If I were the only customer complaining, I'd look a little harder for a problem on my end and try to raise my confidence level from 99 to 99.9 percent. But all the evidence I've seen in this forum points to a HughesNet problem, and it's not just me. It's a new problem, since speeds were outstandingly good from April through September or so. It's entirely possible that our current slow speeds are not even a technical problem. For example, HughesNet might have sold data wholesale to a new commercial customer who is eating them, and us, alive. I am aware that that is speculative. But it looks like a load problem or demand problem.
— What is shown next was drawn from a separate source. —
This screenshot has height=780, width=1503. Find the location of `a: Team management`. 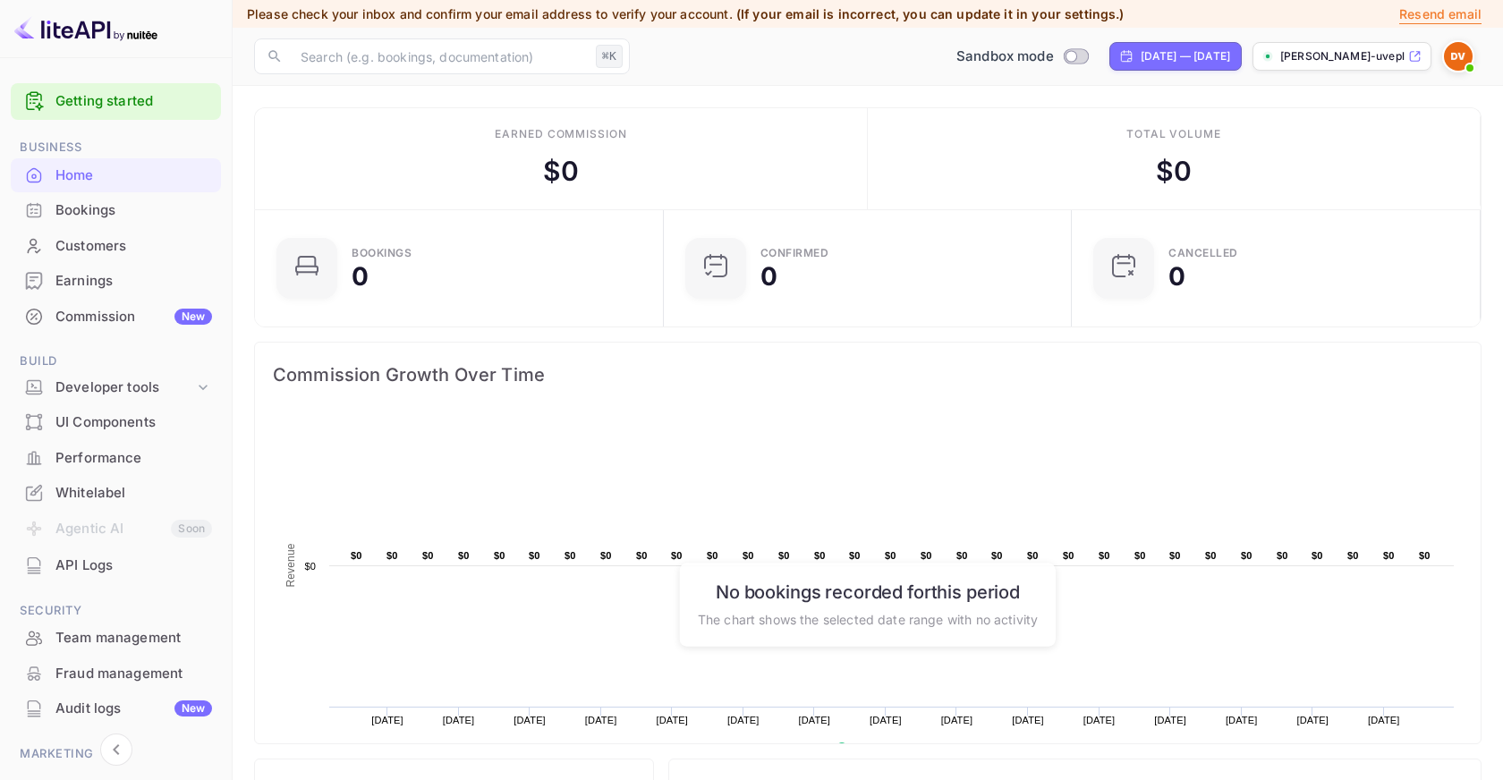

a: Team management is located at coordinates (115, 637).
Morning speeds are down to a third or a quarter of what they once were, and evening speeds have fallen below 1Mpbs.

 


And with this post you're once again making the assumption that everyone who is having speed issues is having them because of something on Hughes' end.  

 

As listed below, Hughes has acknowledged beam issues and continues to do so (which is also why I often first ask people what beam they are on), but again, assuming every speed issue is the cause of HughesNet, and essentially saying, in so many words, "The speed tests are a waste of time.  Don't bother with them." is not only shortsighted, but also tantamount to sabotaging the help people could be getting with their speed issues, whether it's intentional or not.   

 

Also, with regard to one specific thing you said, if you don't think that network card drivers can have an effect on the performance of one's computer when it comes to the net.........

 

BTW, and please take this in the formal manner intended, I'd venture to say that most of HughesNet's customers ARE ignorant when it comes to their devices, and the net as a whole, and it gets worse as time goes on.  That's not a presumption.  That's reality.  Remember when you had to physically enter a slew of parameters just to connect via dialup?  Now you can connect to WiFi by pressing a button.  When people don't need to know, they don't bother to learn.  Click a button and it works, and when it doesn't, for most it's "Uh Oh."  


Ryzen 5 3400G | MSI B450M Pro-M2 MAX | 16GB Corsair Vengeance DDR4 3000 | XPG SX8200 Pro 512GB NVMe | Windows 10 Pro

God, thank you for saying that, IntotheWoods, and saying it well. I have read all of the subsequent posts on this thread as well. 

 

You can't have this many customers, all with the same issue, all getting the same hoop-jumping runaround from TechSupp, none getting a resolution...then not admit that this is simply an issue of a failure to provide adequate service - a provider failure of some kind.

olbudyjack
New Poster

Two things that worked for me.

Update your adapter drivers. Set at 1.0 Gb per sec. From your description you're probably ok here.

Make sure your auto updates are set to metered connections. If in doubt, set to manual update.

Other things can factor, like network traffic. Mine still slows on weekends and evenings, but not as bad as yours.